Away stalked the young Northumbrian, like a prince of the blood.
“A chip of the old block,” muttered Mr Berry, as he resumed his desk work. “Poor lad, he’ll have to come down a peg though.”
The cabby sprang towards the young nob.
“Where next, sir?”
“Grindlay’s.”
Archie was not more successful here, nor anywhere else.
But at the end of a week, during which time he had tried as hard as any young man had ever tried before in Sydney or any other city to find some genteel employment, he made a wise resolve; viz, to go into lodgings.
He found that living in a hotel, though very cheerful, made a terrible hole in his purse; so he brought himself “down a peg” by the simple process of “going up” nearer the sky.
Here is the explanation of this paradox.

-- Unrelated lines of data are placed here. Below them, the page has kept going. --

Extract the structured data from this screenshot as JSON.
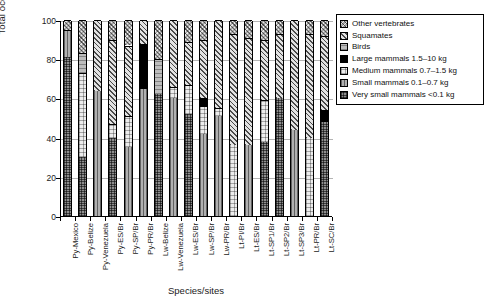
{
  "chart_data": {
    "type": "bar",
    "subtype": "stacked-percentage",
    "title": "",
    "xlabel": "Species/sites",
    "ylabel": "Total occurrence (%)",
    "ylim": [
      0,
      100
    ],
    "yticks": [
      0,
      20,
      40,
      60,
      80,
      100
    ],
    "grid": true,
    "legend_position": "upper-right-outside",
    "categories": [
      "Py-Mexico",
      "Py-Belize",
      "Py-Venezuela",
      "Py-ES/Br",
      "Py-SP/Br",
      "Py-PR/Br",
      "Lw-Belize",
      "Lw-Venezuela",
      "Lw-ES/Br",
      "Lw-SP/Br",
      "Lw-PR/Br",
      "Lt-PI/Br",
      "Lt-ES/Br",
      "Lt-SP1/Br",
      "Lt-SP2/Br",
      "Lt-SP3/Br",
      "Lt-PR/Br",
      "Lt-SC/Br"
    ],
    "series": [
      {
        "name": "Very small mammals <0.1 kg",
        "key": "vsmall",
        "pattern": "dense-grid",
        "values": [
          81,
          30,
          0,
          40,
          0,
          0,
          62,
          0,
          52,
          0,
          0,
          0,
          0,
          38,
          60,
          0,
          0,
          48
        ]
      },
      {
        "name": "Small mammals 0.1–0.7 kg",
        "key": "small",
        "pattern": "vertical-lines",
        "values": [
          14,
          0,
          64,
          0,
          35,
          65,
          0,
          60,
          0,
          42,
          51,
          0,
          36,
          0,
          0,
          44,
          0,
          0
        ]
      },
      {
        "name": "Medium mammals 0.7–1.5 kg",
        "key": "med",
        "pattern": "fine-grid",
        "values": [
          0,
          43,
          0,
          7,
          16,
          0,
          0,
          6,
          15,
          14,
          4,
          36,
          0,
          21,
          0,
          0,
          40,
          0
        ]
      },
      {
        "name": "Large mammals 1.5–10 kg",
        "key": "large",
        "pattern": "solid-black",
        "values": [
          0,
          0,
          0,
          0,
          0,
          23,
          0,
          0,
          0,
          4,
          0,
          0,
          0,
          0,
          0,
          0,
          0,
          6
        ]
      },
      {
        "name": "Birds",
        "key": "bird",
        "pattern": "horizontal-lines",
        "values": [
          0,
          10,
          0,
          0,
          0,
          0,
          18,
          0,
          0,
          0,
          0,
          0,
          0,
          0,
          0,
          0,
          0,
          0
        ]
      },
      {
        "name": "Squamates",
        "key": "squa",
        "pattern": "diagonal-hatch",
        "values": [
          0,
          0,
          36,
          43,
          36,
          12,
          0,
          34,
          22,
          30,
          45,
          57,
          55,
          31,
          33,
          56,
          53,
          38
        ]
      },
      {
        "name": "Other vertebrates",
        "key": "other",
        "pattern": "cross-hatch",
        "values": [
          5,
          17,
          0,
          10,
          13,
          0,
          20,
          0,
          11,
          10,
          0,
          7,
          9,
          10,
          7,
          0,
          7,
          8
        ]
      }
    ]
  },
  "legend": {
    "items": [
      {
        "label": "Other vertebrates",
        "key": "other"
      },
      {
        "label": "Squamates",
        "key": "squa"
      },
      {
        "label": "Birds",
        "key": "bird"
      },
      {
        "label": "Large mammals 1.5–10 kg",
        "key": "large"
      },
      {
        "label": "Medium mammals 0.7–1.5 kg",
        "key": "med"
      },
      {
        "label": "Small mammals 0.1–0.7 kg",
        "key": "small"
      },
      {
        "label": "Very small mammals <0.1 kg",
        "key": "vsmall"
      }
    ]
  },
  "colors": {
    "axis": "#000000",
    "grid": "#b4b4b4",
    "large_mammals": "#000000",
    "background": "#ffffff"
  }
}
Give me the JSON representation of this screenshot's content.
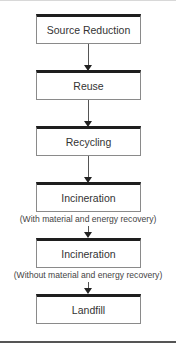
{
  "diagram": {
    "type": "flowchart",
    "direction": "top-to-bottom",
    "boxes": [
      {
        "label": "Source Reduction"
      },
      {
        "label": "Reuse"
      },
      {
        "label": "Recycling"
      },
      {
        "label": "Incineration",
        "caption": "(With material and energy recovery)"
      },
      {
        "label": "Incineration",
        "caption": "(Without material and energy recovery)"
      },
      {
        "label": "Landfill"
      }
    ],
    "colors": {
      "box_top_border": "#1e1e1e",
      "box_border": "#8a8a8a",
      "arrow": "#222222",
      "text": "#333333"
    }
  }
}
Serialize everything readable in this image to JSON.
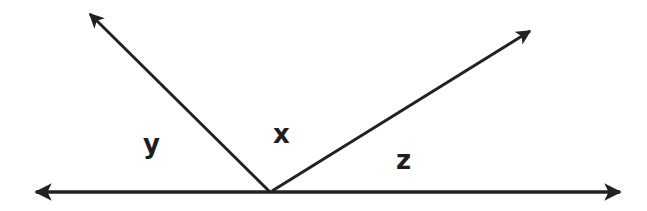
{
  "diagram": {
    "type": "angles-on-a-line",
    "stroke_color": "#222222",
    "label_color": "#1e1e1e",
    "vertex": {
      "x": 270,
      "y": 192
    },
    "rays": [
      {
        "name": "left-baseline",
        "to": {
          "x": 34,
          "y": 192
        }
      },
      {
        "name": "right-baseline",
        "to": {
          "x": 622,
          "y": 192
        }
      },
      {
        "name": "upper-left",
        "to": {
          "x": 88,
          "y": 12
        }
      },
      {
        "name": "upper-right",
        "to": {
          "x": 532,
          "y": 30
        }
      }
    ],
    "labels": {
      "y": "y",
      "x": "x",
      "z": "z"
    }
  }
}
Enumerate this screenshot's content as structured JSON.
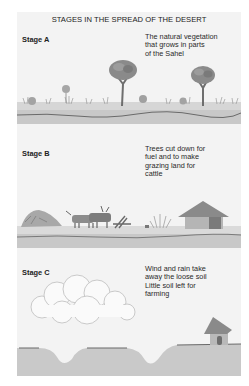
{
  "title": "STAGES IN THE SPREAD OF THE DESERT",
  "stages": [
    {
      "label": "Stage A",
      "description_lines": [
        "The natural vegetation",
        "that grows in parts",
        "of the Sahel"
      ],
      "illustration": "savanna with acacia trees, bushes and grass on soil strip"
    },
    {
      "label": "Stage B",
      "description_lines": [
        "Trees cut down for",
        "fuel and to make",
        "grazing land for",
        "cattle"
      ],
      "illustration": "felled tree, grazing cattle, chopped wood, dry shrub and round thatched hut on soil strip"
    },
    {
      "label": "Stage C",
      "description_lines": [
        "Wind and rain take",
        "away the loose soil",
        "Little soil left for",
        "farming"
      ],
      "illustration": "dust cloud over eroded ground with gullies and a small hut on the edge"
    }
  ],
  "colors": {
    "page_background": "#ffffff",
    "panel_background": "#f3f3f3",
    "soil": "#c9c9c9",
    "soil_line": "#6a6a6a",
    "vegetation": "#8a8a8a"
  }
}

It was Archie’s custom to spend his forenoons looking for something to do, and his evenings walking in the suburbs.
Poor, lonely lad, that never a soul in the city cared for, any more than if he had been a stray cat, he found it wearisome, heart-breaking work wandering about the narrow, twisting streets and getting civilly snubbed. He felt more of a gentleman when dining. Afterwards his tiredness quite left him, and hope swelled his heart once more. So out he would go and away—somewhere, anywhere; it did not matter so long as he could see woods, and water, and houses. Oh, such lovely suburban villas, with cool verandahs, round which flowering creepers twined, and lawns shaded by dark green waving banana trees, beneath which he could ofttimes hear the voices of merry children, or the tinkle of the light guitar. He would give reins to his fancy then, and imagine things—such sweet things!